Cryptocurrency prices continued to sink, and bitcoin dropped as low as $20,087.90, nearly 71 percent below its record of $68,990.90 set late last year. It was down nearly 1 percent at $21,770 in afternoon trading, according to CoinDesk.
Powell said Wednesday the Fed is moving “expeditiously” to get rates closer to normal levels after last week’s stunning report that showed inflation at the consumer level unexpectedly accelerated last month. It dashed hopes on Wall Street that inflation may have already peaked.
More bad news came with a report on consumer sentiment showing households’ expectations for future inflation were rising, which could spark a vicious cycle that worsens it.
The war in Ukraine has helped send prices for oil soaring because the region is a major producer of energy. COVID infections in China, meanwhile, have led to the closure of factories and disrupted supply chains. It all helped pull the S&P 500 down more than 20 percent from its record set in early January, putting Wall Street into what investors call a bear market.

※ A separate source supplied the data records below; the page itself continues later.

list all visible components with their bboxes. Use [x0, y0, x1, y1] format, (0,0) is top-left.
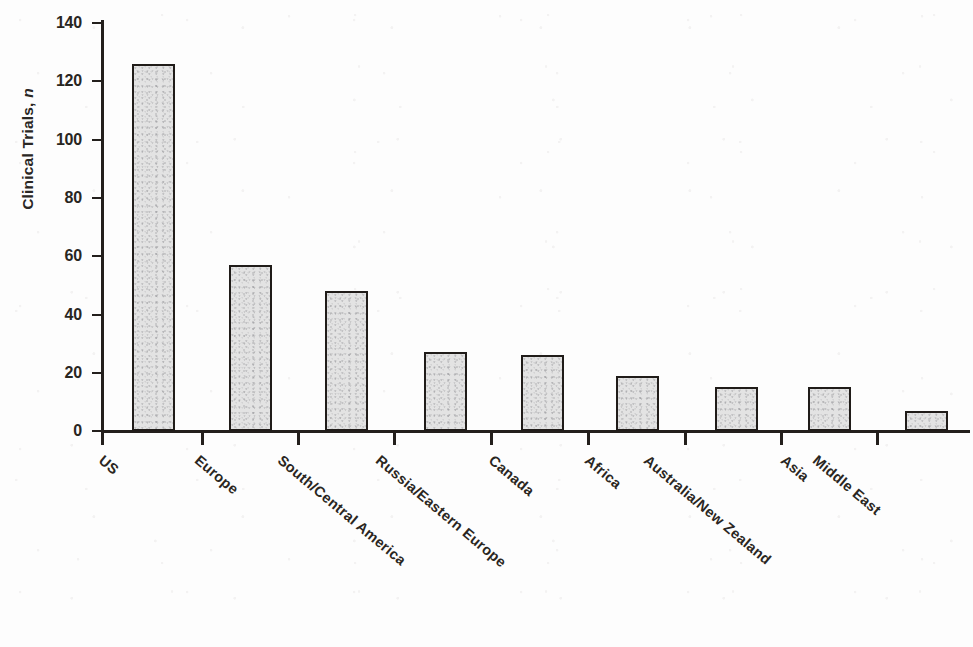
- x-tick-mark-1: [201, 433, 204, 445]
- y-tick-label-80: 80: [36, 189, 82, 207]
- y-tick-label-120: 120: [36, 72, 82, 90]
- x-category-label-middle-east: Middle East: [810, 452, 885, 518]
- y-axis-tick-labels: 140 120 100 80 60 40 20 0: [36, 0, 82, 647]
- x-category-label-canada: Canada: [486, 452, 538, 499]
- x-category-label-europe: Europe: [192, 452, 242, 498]
- x-tick-mark-8: [876, 433, 879, 445]
- bar-south-central-america: [325, 291, 368, 431]
- y-tick-label-100: 100: [36, 131, 82, 149]
- y-tick-label-60: 60: [36, 247, 82, 265]
- figure-canvas: Clinical Trials, n 140 120 100 80 60 40 …: [0, 0, 973, 647]
- bar-europe: [229, 265, 272, 431]
- y-axis-title-italic-n: n: [19, 88, 36, 98]
- y-tick-label-0: 0: [36, 422, 82, 440]
- bar-africa: [616, 376, 659, 431]
- bar-russia-eastern-europe: [424, 352, 467, 431]
- bar-australia-new-zealand: [715, 387, 758, 431]
- bar-canada: [521, 355, 564, 431]
- x-category-label-australia-new-zealand: Australia/New Zealand: [641, 452, 775, 568]
- y-tick-label-40: 40: [36, 306, 82, 324]
- x-category-label-africa: Africa: [582, 452, 625, 492]
- x-tick-mark-7: [780, 433, 783, 445]
- x-category-label-us: US: [96, 452, 122, 478]
- bar-chart: Clinical Trials, n 140 120 100 80 60 40 …: [0, 0, 973, 647]
- y-axis-title: Clinical Trials, n: [19, 29, 37, 269]
- bar-asia: [808, 387, 851, 431]
- bar-us: [132, 64, 175, 431]
- bar-middle-east: [905, 411, 948, 431]
- y-tick-label-20: 20: [36, 364, 82, 382]
- x-tick-mark-6: [684, 433, 687, 445]
- x-tick-mark-4: [490, 433, 493, 445]
- x-tick-mark-2: [297, 433, 300, 445]
- y-axis-title-text: Clinical Trials,: [19, 102, 36, 209]
- y-tick-label-140: 140: [36, 14, 82, 32]
- y-axis-line: [101, 20, 104, 433]
- x-category-label-asia: Asia: [778, 452, 813, 485]
- x-tick-mark-0: [101, 433, 104, 445]
- x-tick-mark-3: [393, 433, 396, 445]
- x-tick-mark-5: [587, 433, 590, 445]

Many of those concerns are still around, which will likely keep markets volatile.
“Nothing has gone away, nothing looks like it is meaningfully closer to the end game,” said Ma of BMO Wealth Management. “It still seems like everything is at best highly uncertain.”

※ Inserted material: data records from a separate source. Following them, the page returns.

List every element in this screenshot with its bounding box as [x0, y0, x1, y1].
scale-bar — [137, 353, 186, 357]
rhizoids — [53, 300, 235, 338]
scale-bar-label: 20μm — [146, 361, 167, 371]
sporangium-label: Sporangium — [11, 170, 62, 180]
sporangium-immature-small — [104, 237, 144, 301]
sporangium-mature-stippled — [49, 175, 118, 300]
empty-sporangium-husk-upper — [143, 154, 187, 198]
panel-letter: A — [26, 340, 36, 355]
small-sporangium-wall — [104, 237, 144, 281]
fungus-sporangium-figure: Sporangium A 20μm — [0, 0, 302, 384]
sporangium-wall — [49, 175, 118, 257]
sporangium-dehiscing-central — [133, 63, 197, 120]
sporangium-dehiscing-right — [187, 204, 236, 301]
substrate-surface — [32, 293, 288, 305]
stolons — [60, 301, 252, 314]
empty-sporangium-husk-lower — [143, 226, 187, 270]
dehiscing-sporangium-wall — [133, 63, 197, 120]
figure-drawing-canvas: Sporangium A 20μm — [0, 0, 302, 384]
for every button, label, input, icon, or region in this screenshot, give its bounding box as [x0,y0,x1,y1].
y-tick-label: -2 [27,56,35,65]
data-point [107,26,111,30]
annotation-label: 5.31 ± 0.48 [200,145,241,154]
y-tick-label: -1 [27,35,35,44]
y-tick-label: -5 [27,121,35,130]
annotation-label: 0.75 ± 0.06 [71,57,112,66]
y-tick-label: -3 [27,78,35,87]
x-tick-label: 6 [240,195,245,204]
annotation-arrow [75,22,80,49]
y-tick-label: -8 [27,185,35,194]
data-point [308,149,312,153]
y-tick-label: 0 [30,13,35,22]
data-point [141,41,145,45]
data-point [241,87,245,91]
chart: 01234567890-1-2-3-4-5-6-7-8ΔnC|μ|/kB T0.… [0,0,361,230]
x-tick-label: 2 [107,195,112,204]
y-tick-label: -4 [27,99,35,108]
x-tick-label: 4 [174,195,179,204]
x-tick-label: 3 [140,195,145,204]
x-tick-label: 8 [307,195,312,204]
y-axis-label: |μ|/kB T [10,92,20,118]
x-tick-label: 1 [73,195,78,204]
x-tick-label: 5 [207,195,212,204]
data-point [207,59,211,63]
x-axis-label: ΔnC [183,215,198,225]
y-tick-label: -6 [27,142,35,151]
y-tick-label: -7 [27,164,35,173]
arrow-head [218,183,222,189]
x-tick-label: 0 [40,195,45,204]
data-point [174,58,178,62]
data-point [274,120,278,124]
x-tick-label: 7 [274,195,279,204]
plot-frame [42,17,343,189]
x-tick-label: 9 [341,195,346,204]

Stocks nevertheless also rose in Europe and parts of Asia Wednesday.
Germany’s DAX returned 1.4 percent after the European Central Bank called an unscheduled meeting to address worries that rising interest rates will cause turmoil in the continent’s bond market. The central bank did not give a detailed plan, but it said it would act if needed against “fragmentation” as yields for some European countries’ bonds rise much more than for others.
Stocks in Shanghai gained 0.5 percent after government data showed Chinese factory activity rebounded in May as anti-virus controls that shut down businesses in Shanghai and other industrial centers eased.